Iran FM says US sanctions 'economic terrorism'
He said "economic terrorism" is "deliberately targeting innocent civilians to achieve illegitimate political objectives."
Iran's foreign minister is telling a United Nations gathering that US sanctions against his country amount to what he calls "economic terrorism."
Mohammad Javad Zarif spoke Wednesday at a sustainable development forum.
He decried the US sanctions and said "economic terrorism" is "deliberately targeting innocent civilians to achieve illegitimate political objectives."
The US re-imposed tough sanctions on Tehran's oil exports after withdrawing last year from the 2015 nuclear deal between Iran and several world powers. US President Donald Trump called the deal one-sided.
The sanctions exacerbated an economic crisis that has sent Iran's currency plummeting.
Iran recently began surpassing uranium enrichment limits set in the deal.
Tehran has said the moves can be reversed if the pact's other participants come up with economic incentives that effectively offset the American sanctions.
Iran's foreign minister says his country has no choice but to manufacture missiles for defensive purposes — comments that come after a remark by the top diplomat that seemed to suggest the missiles could be up for negotiations.
Mohammad Javad Zarif said in an interview with NBC News that aired earlier this week that if the US wants to talk about Iran's missiles, it needs "first to stop selling all these weapons, including missiles, to our region."
However, Iran has long rejected negotiations over its missile program.
Zarif on Wednesday referred to the 1980s Iran-Iraq war and said that, "For 8 YEARS, Saddam (Hussein) showered our cities with missiles & bombs provided by East & West. Meanwhile, NO ONE sold Iran any means of defense.
We had no choice but building our own. Now they complain."
Zarif also said: "Instead of skirting the issue, US must end arms sales to Saddam's reincarnations."
Portugal's foreign ministry is clarifying that its decision to temporarily stop granting visas to Iranians is due to work on improving security at its Tehran consular building.
The foreign ministry says the decision is not linked to any assessment of security conditions in Iran or any political consideration.
The ministry issued the clarification in a statement late on Tuesday, hours after Foreign Minister Augusto Santos Silva told a Portuguese parliament committee the halt on issuing visas to Iranians was due to "security reasons."
At the time he declined to give more information about what was behind the decision, saying he would only provide details privately to lawmakers on the committee.
The husband of a British-Iranian woman imprisoned in Iran says she has been transferred to a hospital mental health facility.
Richard Ratcliffe said on Wednesday that his 40-year-old wife Nazanin Zaghari-Ratcliffe is now in the mental health ward of Iman Khomeini hospital in Tehran.
He says he is "hopeful" this means she will be receiving better treatment and care.
Zaghari-Ratcliffe was arrested in Iran while traveling with the couple's young daughter in April 2016 and has been sentenced to five years in prison after being accused of spying, which she denies.
She and her husband recently ended a hunger strike designed to call attention to her plight. British officials have failed to secure her release despite repeated efforts.
Zaghari-Ratcliffe works for the charitable Thomson Reuters Foundation.
Iran says remarks by the country's foreign minister about Iran's missile program possibly being up for negotiations with the US meant to challenge Washington's arms sales policy to the region — and were not meant to indicate a readiness by Tehran for any such talks.
The Foreign Ministry's spokesman, Abbas Mousavi, tweeted late on Tuesday that Mohammad Javad Zarif's comments "threw the ball into the US court while challenging America's arm sales" to its Mideast allies.
Zarif had said in an NBC News interview that if the US wants to talk about Iran's missiles, "they need first to stop selling all these weapons, including missiles, to our region."
Iran has long rejected negotiations over its missile program.
Iran's mission to the United Nations also described Zarif's comments as purely "hypothetical."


- Instructions to follow -
Your reply must consist of the data below, reproduced character for character.

(Excerpted data)

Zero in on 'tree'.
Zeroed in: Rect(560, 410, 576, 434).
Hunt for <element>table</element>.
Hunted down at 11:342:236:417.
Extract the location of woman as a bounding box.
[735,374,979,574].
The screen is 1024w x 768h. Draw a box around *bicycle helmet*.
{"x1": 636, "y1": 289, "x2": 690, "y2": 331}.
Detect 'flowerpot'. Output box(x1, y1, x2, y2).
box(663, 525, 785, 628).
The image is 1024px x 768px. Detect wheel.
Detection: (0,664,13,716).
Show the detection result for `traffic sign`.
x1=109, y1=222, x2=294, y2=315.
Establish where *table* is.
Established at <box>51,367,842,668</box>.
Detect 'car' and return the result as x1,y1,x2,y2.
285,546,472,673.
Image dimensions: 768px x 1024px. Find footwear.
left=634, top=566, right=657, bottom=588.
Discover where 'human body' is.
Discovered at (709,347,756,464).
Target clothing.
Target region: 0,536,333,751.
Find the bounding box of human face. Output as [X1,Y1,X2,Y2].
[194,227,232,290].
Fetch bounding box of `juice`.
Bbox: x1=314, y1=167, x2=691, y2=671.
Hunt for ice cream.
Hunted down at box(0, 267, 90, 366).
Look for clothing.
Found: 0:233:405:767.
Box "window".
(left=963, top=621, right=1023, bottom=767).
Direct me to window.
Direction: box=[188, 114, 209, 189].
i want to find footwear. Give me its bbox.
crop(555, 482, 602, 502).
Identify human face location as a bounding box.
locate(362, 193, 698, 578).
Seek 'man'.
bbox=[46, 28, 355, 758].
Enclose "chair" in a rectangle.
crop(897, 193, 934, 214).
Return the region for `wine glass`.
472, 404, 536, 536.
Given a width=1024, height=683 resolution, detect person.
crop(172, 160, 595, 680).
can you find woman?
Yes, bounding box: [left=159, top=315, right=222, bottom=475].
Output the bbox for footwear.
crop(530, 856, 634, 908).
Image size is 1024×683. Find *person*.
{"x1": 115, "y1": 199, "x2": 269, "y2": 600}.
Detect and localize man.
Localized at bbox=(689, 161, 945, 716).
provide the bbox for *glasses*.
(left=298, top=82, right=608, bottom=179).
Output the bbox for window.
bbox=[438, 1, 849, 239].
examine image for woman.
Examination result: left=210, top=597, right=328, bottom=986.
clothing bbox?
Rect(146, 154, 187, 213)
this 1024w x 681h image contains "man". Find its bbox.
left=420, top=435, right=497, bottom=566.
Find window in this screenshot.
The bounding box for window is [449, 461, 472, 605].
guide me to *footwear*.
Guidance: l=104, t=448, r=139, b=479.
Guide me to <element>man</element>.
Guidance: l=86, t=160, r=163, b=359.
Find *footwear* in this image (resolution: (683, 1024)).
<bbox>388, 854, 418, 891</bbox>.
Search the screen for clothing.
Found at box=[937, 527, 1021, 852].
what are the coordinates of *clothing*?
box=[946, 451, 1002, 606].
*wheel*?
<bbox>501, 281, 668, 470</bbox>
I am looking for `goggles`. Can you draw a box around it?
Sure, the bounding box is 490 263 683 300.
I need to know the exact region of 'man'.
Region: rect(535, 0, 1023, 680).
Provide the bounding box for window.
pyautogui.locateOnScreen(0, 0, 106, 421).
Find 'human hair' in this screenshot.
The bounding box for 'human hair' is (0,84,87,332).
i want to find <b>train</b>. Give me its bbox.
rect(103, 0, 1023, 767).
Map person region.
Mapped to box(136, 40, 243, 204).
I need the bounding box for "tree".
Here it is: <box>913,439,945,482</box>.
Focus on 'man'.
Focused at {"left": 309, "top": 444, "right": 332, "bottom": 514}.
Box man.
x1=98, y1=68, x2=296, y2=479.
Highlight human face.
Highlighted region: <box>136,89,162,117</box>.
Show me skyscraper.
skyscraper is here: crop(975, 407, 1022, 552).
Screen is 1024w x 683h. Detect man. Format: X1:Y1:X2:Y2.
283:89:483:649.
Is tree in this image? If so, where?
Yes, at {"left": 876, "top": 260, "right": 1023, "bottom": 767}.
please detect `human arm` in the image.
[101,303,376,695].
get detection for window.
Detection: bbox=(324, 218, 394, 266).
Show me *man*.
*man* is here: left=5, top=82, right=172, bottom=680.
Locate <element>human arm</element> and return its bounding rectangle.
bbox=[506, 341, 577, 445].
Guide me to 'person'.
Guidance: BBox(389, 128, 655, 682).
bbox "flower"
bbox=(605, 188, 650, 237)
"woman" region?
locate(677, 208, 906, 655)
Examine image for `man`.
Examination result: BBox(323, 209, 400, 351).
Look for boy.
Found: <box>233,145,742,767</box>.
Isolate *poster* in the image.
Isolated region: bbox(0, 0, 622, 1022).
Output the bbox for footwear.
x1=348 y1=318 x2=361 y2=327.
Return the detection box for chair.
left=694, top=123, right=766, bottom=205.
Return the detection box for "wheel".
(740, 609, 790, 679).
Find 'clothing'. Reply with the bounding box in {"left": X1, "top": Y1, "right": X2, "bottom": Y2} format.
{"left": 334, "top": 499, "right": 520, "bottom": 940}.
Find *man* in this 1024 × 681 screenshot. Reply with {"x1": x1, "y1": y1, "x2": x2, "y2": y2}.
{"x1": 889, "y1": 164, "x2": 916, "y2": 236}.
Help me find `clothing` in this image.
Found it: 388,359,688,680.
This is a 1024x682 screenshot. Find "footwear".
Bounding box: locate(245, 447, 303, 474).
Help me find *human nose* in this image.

(End Excerpted data)

- Answer space -
Zero in on 'tree'.
Zeroed in: Rect(560, 410, 576, 434).
Hunt for <element>table</element>.
Hunted down at 11:342:236:417.
Extract the location of woman as a bounding box.
[735,374,979,574].
The screen is 1024w x 768h. Draw a box around *bicycle helmet*.
{"x1": 636, "y1": 289, "x2": 690, "y2": 331}.
Detect 'flowerpot'. Output box(x1, y1, x2, y2).
box(663, 525, 785, 628).
The image is 1024px x 768px. Detect wheel.
Detection: (0,664,13,716).
Show the detection result for `traffic sign`.
x1=109, y1=222, x2=294, y2=315.
Establish where *table* is.
Established at <box>51,367,842,668</box>.
Detect 'car' and return the result as x1,y1,x2,y2.
285,546,472,673.
Image dimensions: 768px x 1024px. Find footwear.
left=634, top=566, right=657, bottom=588.
Discover where 'human body' is.
Discovered at (709,347,756,464).
Target clothing.
Target region: 0,536,333,751.
Find the bounding box of human face. Output as [X1,Y1,X2,Y2].
[194,227,232,290].
Fetch bounding box of `juice`.
Bbox: x1=314, y1=167, x2=691, y2=671.
Hunt for ice cream.
Hunted down at box(0, 267, 90, 366).
Look for clothing.
Found: 0:233:405:767.
Box "window".
(left=963, top=621, right=1023, bottom=767).
Direct me to window.
Direction: box=[188, 114, 209, 189].
i want to find footwear. Give me its bbox.
crop(555, 482, 602, 502).
Identify human face location as a bounding box.
locate(362, 193, 698, 578).
Seek 'man'.
bbox=[46, 28, 355, 758].
Enclose "chair" in a rectangle.
crop(897, 193, 934, 214).
Return the region for `wine glass`.
472, 404, 536, 536.
Given a width=1024, height=683 resolution, detect person.
crop(172, 160, 595, 680).
can you find woman?
Yes, bounding box: [left=159, top=315, right=222, bottom=475].
Output the bbox for footwear.
crop(530, 856, 634, 908).
Image size is 1024×683. Find *person*.
{"x1": 115, "y1": 199, "x2": 269, "y2": 600}.
Detect and localize man.
Localized at bbox=(689, 161, 945, 716).
provide the bbox for *glasses*.
(left=298, top=82, right=608, bottom=179).
Output the bbox for window.
bbox=[438, 1, 849, 239].
examine image for woman.
Examination result: left=210, top=597, right=328, bottom=986.
clothing bbox?
Rect(146, 154, 187, 213)
this 1024w x 681h image contains "man". Find its bbox.
left=420, top=435, right=497, bottom=566.
Find window in this screenshot.
The bounding box for window is [449, 461, 472, 605].
guide me to *footwear*.
Guidance: l=104, t=448, r=139, b=479.
Guide me to <element>man</element>.
Guidance: l=86, t=160, r=163, b=359.
Find *footwear* in this image (resolution: (683, 1024)).
<bbox>388, 854, 418, 891</bbox>.
Search the screen for clothing.
Found at box=[937, 527, 1021, 852].
what are the coordinates of *clothing*?
box=[946, 451, 1002, 606].
*wheel*?
<bbox>501, 281, 668, 470</bbox>
I am looking for `goggles`. Can you draw a box around it?
Sure, the bounding box is 490 263 683 300.
I need to know the exact region of 'man'.
Region: rect(535, 0, 1023, 680).
Provide the bounding box for window.
pyautogui.locateOnScreen(0, 0, 106, 421).
Find 'human hair' in this screenshot.
The bounding box for 'human hair' is (0,84,87,332).
i want to find <b>train</b>. Give me its bbox.
rect(103, 0, 1023, 767).
Map person region.
Mapped to box(136, 40, 243, 204).
I need the bounding box for "tree".
Here it is: <box>913,439,945,482</box>.
Focus on 'man'.
Focused at {"left": 309, "top": 444, "right": 332, "bottom": 514}.
Box man.
x1=98, y1=68, x2=296, y2=479.
Highlight human face.
Highlighted region: <box>136,89,162,117</box>.
Show me skyscraper.
skyscraper is here: crop(975, 407, 1022, 552).
Screen is 1024w x 683h. Detect man. Format: X1:Y1:X2:Y2.
283:89:483:649.
Is tree in this image? If so, where?
Yes, at {"left": 876, "top": 260, "right": 1023, "bottom": 767}.
please detect `human arm` in the image.
[101,303,376,695].
get detection for window.
Detection: bbox=(324, 218, 394, 266).
Show me *man*.
*man* is here: left=5, top=82, right=172, bottom=680.
Locate <element>human arm</element> and return its bounding rectangle.
bbox=[506, 341, 577, 445].
Guide me to 'person'.
Guidance: BBox(389, 128, 655, 682).
bbox "flower"
bbox=(605, 188, 650, 237)
"woman" region?
locate(677, 208, 906, 655)
Examine image for `man`.
Examination result: BBox(323, 209, 400, 351).
Look for boy.
Found: <box>233,145,742,767</box>.
Isolate *poster* in the image.
Isolated region: bbox(0, 0, 622, 1022).
Output the bbox for footwear.
x1=348 y1=318 x2=361 y2=327.
Return the detection box for chair.
left=694, top=123, right=766, bottom=205.
Return the detection box for "wheel".
(740, 609, 790, 679).
Find 'clothing'. Reply with the bounding box in {"left": X1, "top": Y1, "right": X2, "bottom": Y2} format.
{"left": 334, "top": 499, "right": 520, "bottom": 940}.
Find *man* in this 1024 × 681 screenshot. Reply with {"x1": x1, "y1": y1, "x2": x2, "y2": y2}.
{"x1": 889, "y1": 164, "x2": 916, "y2": 236}.
Help me find `clothing` in this image.
Found it: 388,359,688,680.
This is a 1024x682 screenshot. Find "footwear".
Bounding box: locate(245, 447, 303, 474).
Help me find *human nose* in this image.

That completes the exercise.